A poem about Meeting for Worship.
Oh, Apparition!
I sit, head in hands,
Struggling with the personhood of God.
The language we necessarily use shapes our experience of the everyday world as a world of “things,” objects that we view from the outside. This is the case whether the “things” are apples, worlds, ideas, relationships, plans, or even the entire universe. We view and manipulate “things” as if we face them from a separate, outside position in which we seem to live.

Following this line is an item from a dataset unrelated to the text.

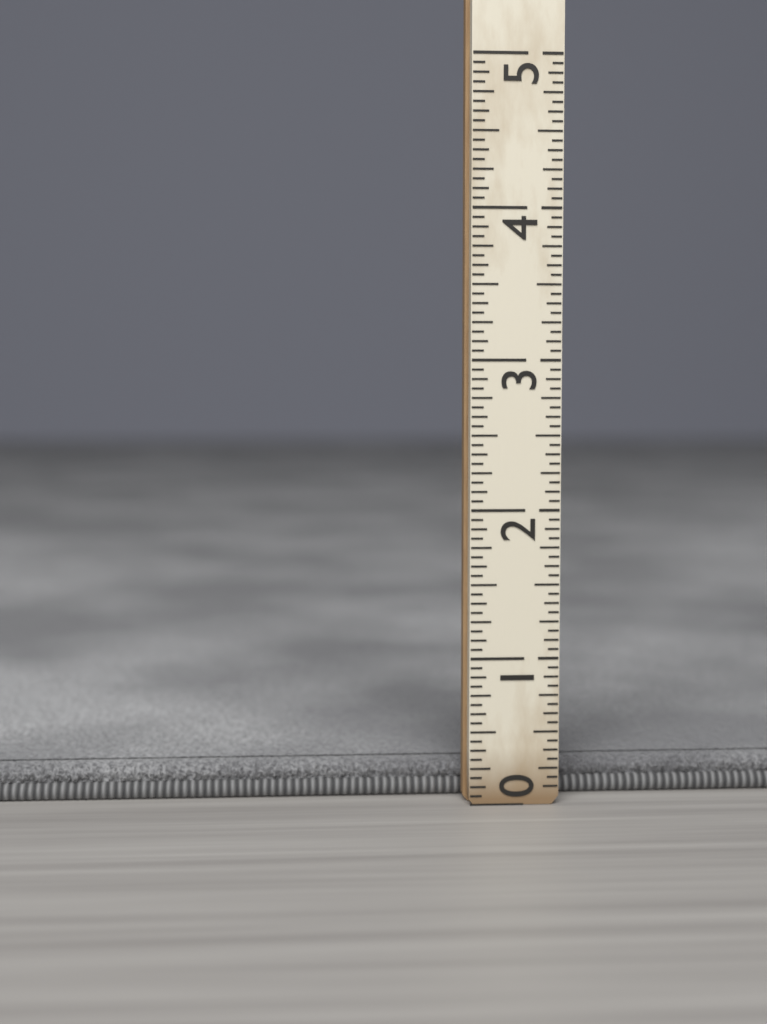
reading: 0.2500 (no unit)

Waiting for sunrise on a desert morning this March, my focus came to the inward Truth only. I had walked in darkness with a quiet dog to a saddle between two hills in the middle of the Mojave Desert Preserve. In wild lands, especially in dry lands, I find less cumber between God and me. I can feel a presence in my middle. With Light arriving, I reflect on my feelings and what I’m led to do.
Whether we talk about it or not, we hold strong views about evil. So I’d like to share with you some vocabulary about evil that I’ve learned, which can allow us to describe evil a little more accurately than we usually do, especially when our feelings get roused up. I’m not interested in catastrophic evil or cosmic evil.
George Fox, the founder of Quakerism, disapproved of creeds, as they are divisive rather than unifying. He also thought that mere words could not encapsulate the transcendence of the Divine. Quakers have always interpreted the words and symbols of Christianity and the Divine in novel ways, and our understanding of Quaker faith has also evolved over time.